Forum Discussion
hooleylist
Jan 24, 2012Cirrostratus
You can take Thomas's logic and store the hosts and/or networks in a data group with the values set for the connection limit.
Data group mapping hosts/networks to connection limit values
class conn_limit_dg {
network 10.0.0.0/8 { "5" }
network 192.168.0.0/16 { "5" }
host 172.16.1.1 {"10"}
}
From http://devcentral.f5.com/wiki/iRules.table.ashx
Limit each client IP address to 20 concurrent connections
when CLIENT_ACCEPTED {
Max connections per client IP
set limit [class match [IP::client_addr] equals conn_limit_dg]
Set a subtable name with a standard prefix and the client IP
set tbl "connlimit:[IP::client_addr]"
Use a key of the client IP:port
set key "[IP::client_addr][TCP::client_port]"
Check if the subtable has over X entries
if { [table keys -subtable $tbl -count] >= $limit } {
log local0. "[IP::client_addr]:[TCP::client_port]: Rejecting connection ([table keys -subtable $tbl -count] connections / limit: $limit)"
reject
} else {
Add the client IP:port to the client IP-specific subtable
with a max lifetime of 1800 seconds (30min)

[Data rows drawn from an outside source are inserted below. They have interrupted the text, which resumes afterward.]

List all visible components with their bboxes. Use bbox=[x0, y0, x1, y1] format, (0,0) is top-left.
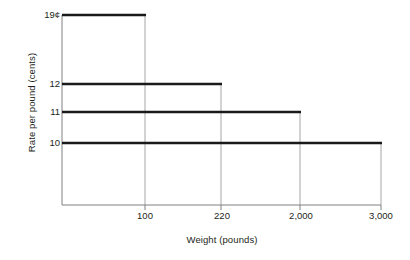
plot-area bbox=[0, 0, 410, 260]
gridlines bbox=[145, 15, 381, 205]
step-line-series bbox=[62, 15, 382, 143]
step-chart-figure: Rate per pound (cents) 19¢ 12 11 10 100 … bbox=[0, 0, 410, 260]
x-axis-ticks bbox=[145, 205, 381, 210]
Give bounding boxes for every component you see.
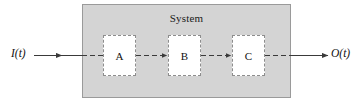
block-a-label: A [116,50,124,62]
block-c-label: C [245,50,252,62]
input-signal-label: I(t) [11,47,26,59]
block-a: A [103,35,136,76]
system-label: System [82,12,291,24]
block-b-label: B [181,50,188,62]
block-c: C [232,35,265,76]
output-signal-label: O(t) [331,47,350,59]
block-b: B [168,35,201,76]
block-diagram-canvas: System A B C I(t) O(t) [0,0,361,111]
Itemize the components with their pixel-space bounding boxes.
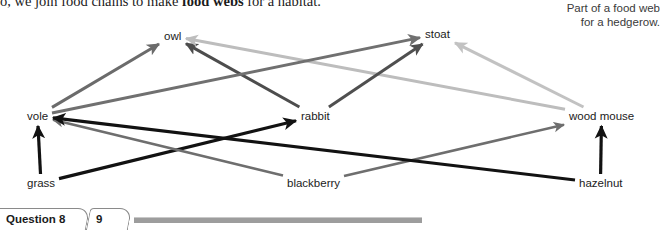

table set -subtable $tbl $key "ignored" 1800
log local0. "[IP::client_addr]:[TCP::client_port]: Allowing connection ([table keys -subtable $tbl -count] connections / limit: $limit)"
}
}
when CLIENT_CLOSED {
When the client connection is closed, remove the table entry
table delete -subtable $tbl $key
log local0. "[IP::client_addr]:[TCP::client_port]: Decrementing ([table keys -subtable $tbl -count] connections / limit: $limit)"
}
Once you're done testing, make sure to comment out the log statements.